This memoir by one of the foremost scholars of the Soviet period spans three continents and more than half a century—from the 1950s when Lewis Siegelbaum’s father was a victim of Mc Carthyism up through the implosion of the Soviet Union and beyond. Siegelbaum recreates journeys of discovery and self-discovery in the tumult of student rebellion at Columbia University during the Vietnam War, graduate study at Oxford, and Moscow at the height of détente. His story takes the reader into the Soviet archives, the coalfields of eastern Ukraine, and the newly independent Uzbekistan.
An intellectual autobiography that is also a biography of the field of Anglophone Soviet history, Stuck on Communism is a guide for how to lead a life on the Left that integrates political and professional commitments. Siegelbaum reveals the attractiveness of Communism as an object of study and its continued relevance decades after its disappearance from the landscape of its origin.
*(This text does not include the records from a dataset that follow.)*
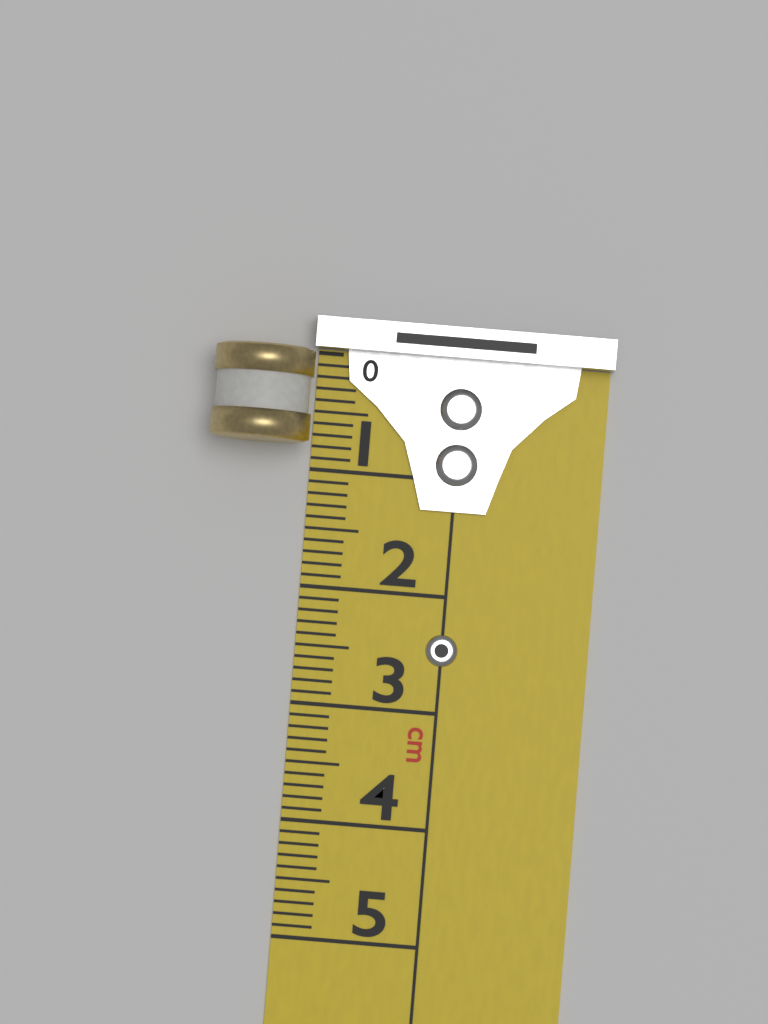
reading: 0.8 cm
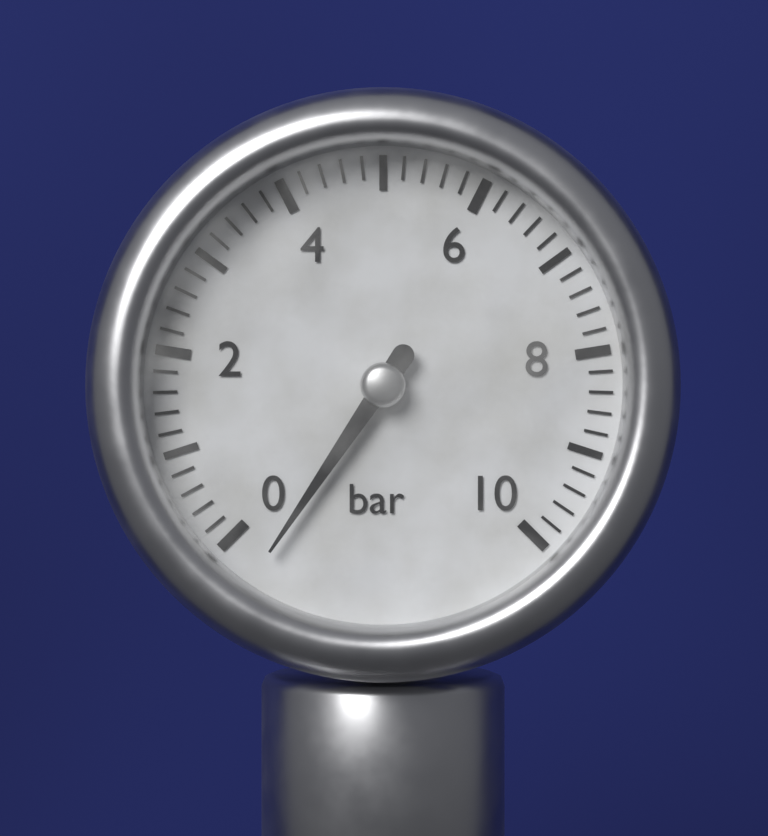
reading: -0.4 bar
Through the journey of a book that is in the end a romance, Siegelbaum discovers the truth in the notion that no matter what historians take as their subject, they are always writing about themselves.
Tabla de materias
Preface and Acknowledgments
Introduction
1. Tennis and Communism
2. ‘Revolutionary or Scholar?’
3. Oxford and Moscow
4. Melbourne and Labor History
5. Labor History and Social History via the Cultural Turn
6. Centers and Peripheries
7. Online and on the Road
8. The Migration Church
Unfinished Thoughts
Notes
Index
Sobre el autor
Lewis H. Siegelbaum is Jack and Margaret Sweet Professor Emeritus of History at Michigan State University. His books include Stakhanovism and the Politics of Productivity in the USSR, 1935–1941, and the award-winning Cars for Comrades. He co-authored with Jim von Geldern the award-winning website ‘Seventeen Moments in Soviet History, ‘ Stalinism as a Way of Life with Andrei Sokolov, and Broad is My Native Land: Repertoires and Regimes of Migration in Russia’s Twentieth Century with Leslie Page Moch.